Theatre News

Ronald Harwood’s WWII Double Opens at Duchess

As previously tipped (See The Goss, 12 Nov 2008), Ronald Harwood’s two Second World War plays, 1995’s Taking Sides and Harwood’s new play Collaboration, will transfer this spring to the West End’s Duchess Theatre, where they are scheduled to run in rep from 20 May to 22 August 2009.

The plays were first presented together last July at Chichester Festival’s Minerva Theatre and will return there for a short stint, from 28 April to 16 May, ahead of the London transfer. Though standalone stories, the plays were written as companion pieces, both exploring the fine line between collaboration and betrayal during the Second World War.

Taking Sides and Collaboration are both directed by Chichester associate director Philip Franks and star Michael Pennington (pictured) as, respectively, conductor Wilhelm Furtwangler and composer Richard Strauss, two men wrangling with Nazism.

The cross-cast company reprising their performances also features David Horovitch and Isla Blair, along with Pip Donaghy, Martin Hutson, Melanie Jessop and Sophie Roberts.

Harwood’s best-known play, 1980’s The Dresser, was revived at the Duke of York’s Theatre in 2005, but his last new play in the West End was Mahler’s Conversion, which starred Antony Sher at the Vaudeville in 2001. Last year, his play An English Tragedy, also set during the Second World War, premiered at Watford Palace (See News, 16 Jan 2008).

Currently previewing at the Duchess, Evening Standard critic Nicholas de Jongh’s debut play Plague Over England opens on 23 February and continues until 16 May, starring Michael Feast as John Gielgud and Celia Imrie as Sybil Thorndike, directed by Tamara Harvey.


→ TASK REQUIREMENTS
Output exactly, in the material below, the lines from the one with "This screenshot has width=753, height=364." through the one with "The width and". Omit all pictures.
*** DATA FOR THIS EXERCISE ***
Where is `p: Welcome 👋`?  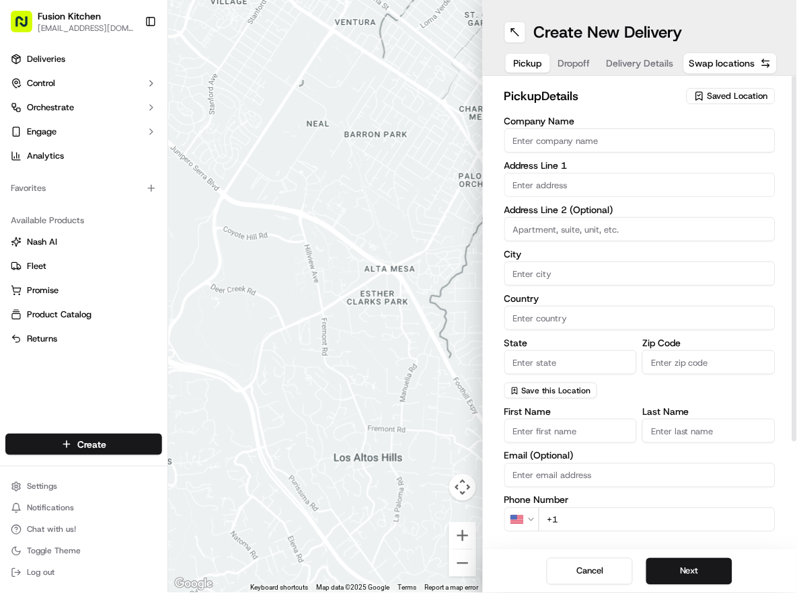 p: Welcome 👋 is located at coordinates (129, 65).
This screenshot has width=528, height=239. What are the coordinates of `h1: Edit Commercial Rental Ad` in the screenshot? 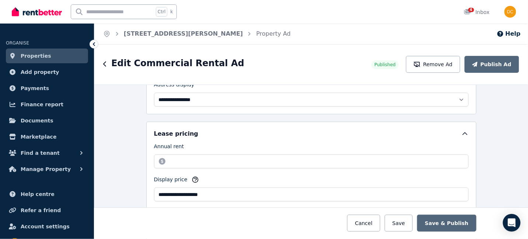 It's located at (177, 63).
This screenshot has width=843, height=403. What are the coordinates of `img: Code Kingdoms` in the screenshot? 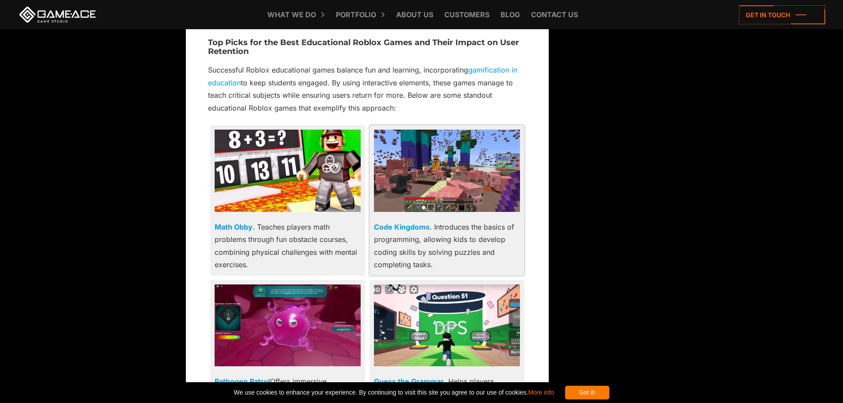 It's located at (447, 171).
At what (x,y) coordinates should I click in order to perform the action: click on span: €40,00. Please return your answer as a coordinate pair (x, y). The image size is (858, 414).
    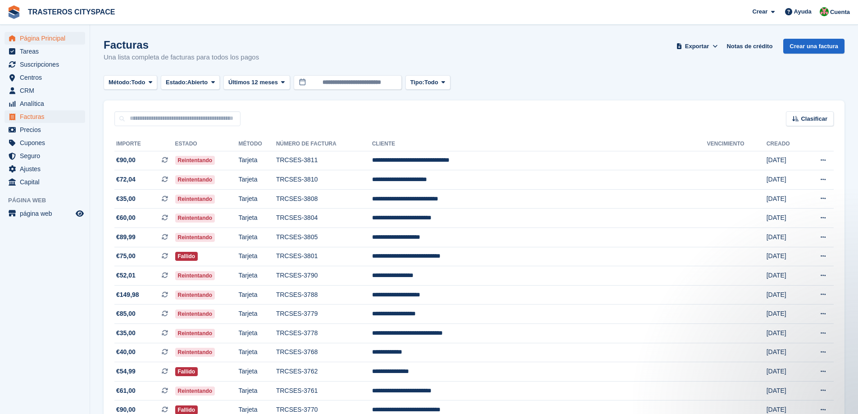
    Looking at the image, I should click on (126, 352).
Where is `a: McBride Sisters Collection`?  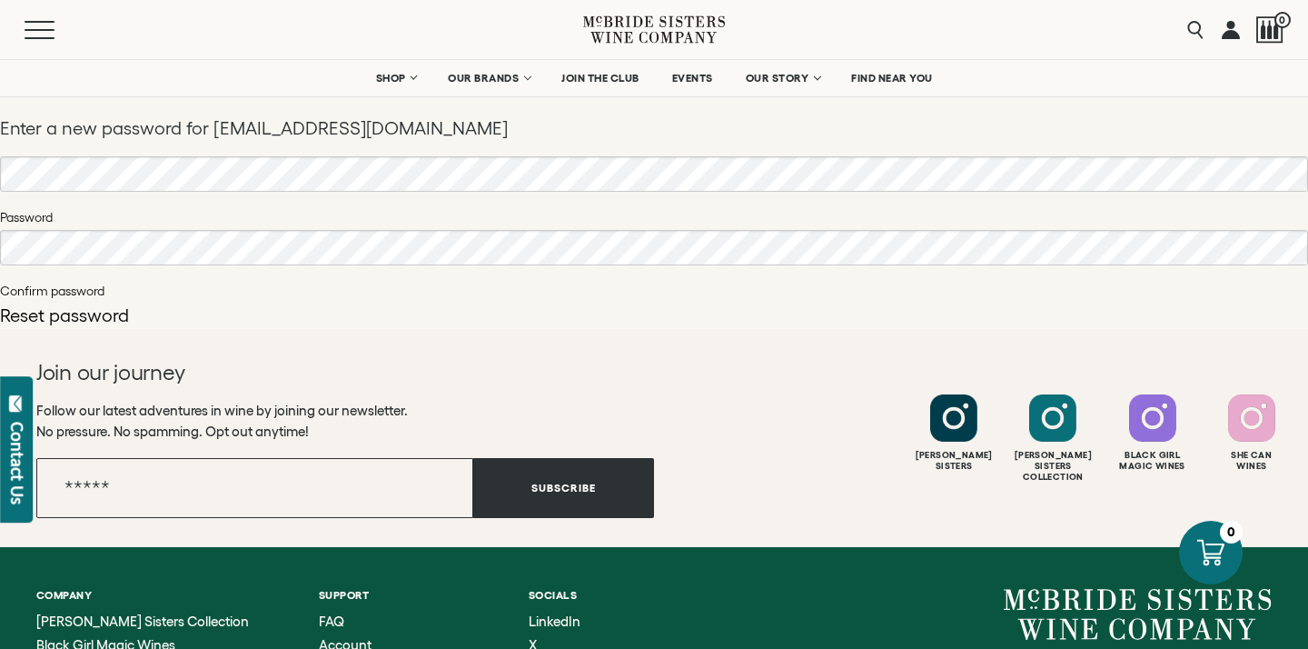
***
*** DATA FOR THIS EXERCISE ***
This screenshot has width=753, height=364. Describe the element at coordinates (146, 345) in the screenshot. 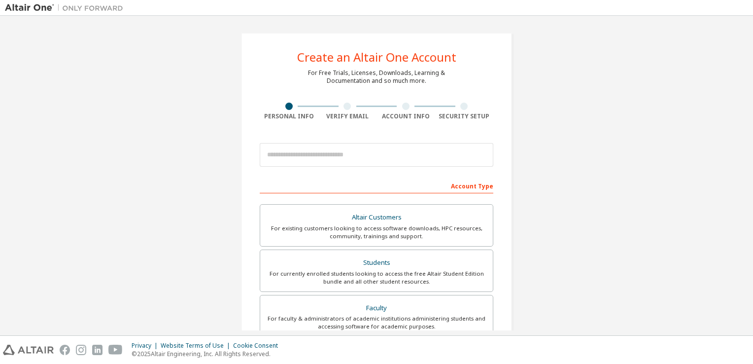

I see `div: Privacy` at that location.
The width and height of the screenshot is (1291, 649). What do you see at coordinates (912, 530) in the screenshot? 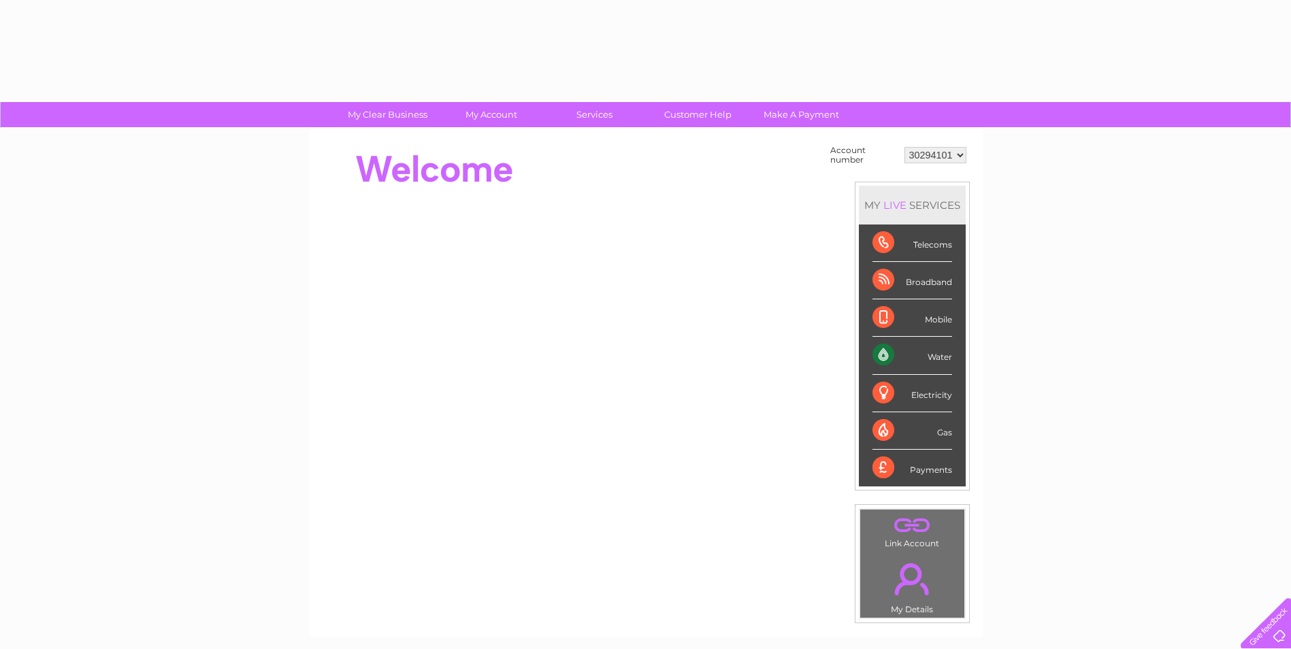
***
*** DATA FOR THIS EXERCISE ***
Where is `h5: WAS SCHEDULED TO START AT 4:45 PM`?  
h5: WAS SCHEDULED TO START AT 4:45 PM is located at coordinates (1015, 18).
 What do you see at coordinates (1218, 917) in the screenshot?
***
→ REPLY TO THE TASK
This screenshot has width=753, height=364. Describe the element at coordinates (146, 345) in the screenshot. 

I see `div: Privacy` at that location.
The width and height of the screenshot is (1291, 649). What do you see at coordinates (912, 530) in the screenshot? 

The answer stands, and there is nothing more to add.